Browser Wars… Wait, That’s Still Going on Right?

Rewind 5 years. Ask any self-proclaimed nerd what the browser market shares were. Market share stats were like the stock market ticker of the Internet Nerds. Everybody knew about it, and everybody cared.

But what’s the market shares today? Did you know that IE is below 50% by most measures? Did you know that Chrome ate up Firefox’s market share? And what’s Safari’s market share if all the iPhones and iPads use it?

You probably don’t know.

Because, who cares.

5-10 years ago, it mattered that IE had 70+% of the browser market because it directly influenced what was possible as an application developer. But mobile changed all that.

Mobile browsers ended up being the adoption wedge for HTML5 and alternatives to Flash thanks in large to the fact users — and developers — treated mobile as separate from regular browser apps. What a blessing in disguise: it let everybody start over. And once the mobile stuff got popular and apps broke, people blamed the bad mobile browser (“My ghetto Blackberry won’t load Facebook right!”) instead of the website. It was the perfect storm to force everybody to start adopting HTML5. Add in CSS/JavaScript standardizing tools (Modernizr,  jQuery, GWT, etc.) and developers didn’t even have to do cross-browser testing for simple stuff.

Maybe this is a bad thing to admit, but I haven’t bothered testing in all browsers for a year or two now. Stuff just breaks less often. IE7 is “good enough,” and the other browsers work 99% of the time. Thus, the only time I bother checking browser compatibility is if I’m doing something super complex or a user complains.

Good job, Internet. Ya, the evil Microsoft IE empire is still around, but we won the war and nobody even noticed.

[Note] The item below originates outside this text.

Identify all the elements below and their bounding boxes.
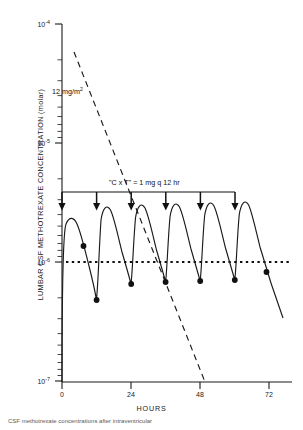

Failure Paralysis – The Thing that Holds You Back

We all have this friend: he talks about all the things he will do soon. He’s going to ask out that cute girl. He’s going to start hitting the gym. He’s going to ask for that big raise. He’s going to be more social. Yet, he never does.

Your friend is a victim of Failure Paralysis.

It’s clear that inaction guarantees a lack of success. No success can be achieved by doing nothing. You can’t even win the lottery unless you buy a ticket. This applies to anything: becoming president, getting a girlfriend, losing weight, seeing a movie, etc. The first step, is to start moving toward the goal.

This is the struggle every entrepreneur eventually has to overcome.

A lot of people talk about the uncertainty around taking that first step. The reality is that as soon as you take that first step, you’ll be hit with 100 new issues you never imagined. You can read all day about poker theory, but it pales in comparison to real playing experience. And yet, so many people get stuck in the theory-crafting stage of an idea. Move past this step.

To succeed, you must do. And not doing assures failure.

What are the odds that the idea in your head will become a million dollar company? Well, if you do nothing, the odds are 0%. If you start now, maybe you increase your odds to 0.1% – a literal infinity-percent better odds. The problem is that some people don’t want 0.1%. They want 99%. Thus, they wait while they do stuff to try to increase their odds. But isn’t actually doing it going to increase your odds too? When does the waiting stop and the doing start? Well, for most people: never.

Everybody has excuses to do something later. But only a few don’t let those excuses stop them. Kevin Rose famously destroyed his relationship to fund Digg. Mark Zuckerberg dropped out of Harvard for Facebook. HARVARD! Actually, so did Bill Gates for Microsoft. Michael Arrington, a now-famous tech journalist, abandoned a career as a lawyer to join the startup world. Even Jack Dorsey bailed (I use this term in jest) on Twitter to go do Square.

Did these guys fear failure? I’m sure. You can’t gamble your future and not be. But that didn’t matter — they ignored all the “sound” advice from their friends and family. I won’t get into each case, but history shows us that if each had waited an extra year or two to make the jump “safer,” they may have missed the boat entirely.

Later is the same as never. Now is the only acceptable time.

Your friends might buy your excuses, but as an Internet-Stranger, I’m going to say the truth: your excuses don’t matter. Results do.

  • Too tired after work? Suck it up or change your sleeping habits.
  • Credit card debt holding you back? Pay it off and quit going out.
  • Not enough time? Manage your time better and quit reading Reddit.
  • Can’t code? It’s OK to suck at it. Learn.

So, take a deep breath, and do something. Anything. Don’t fear failure. Fear not-succeeding.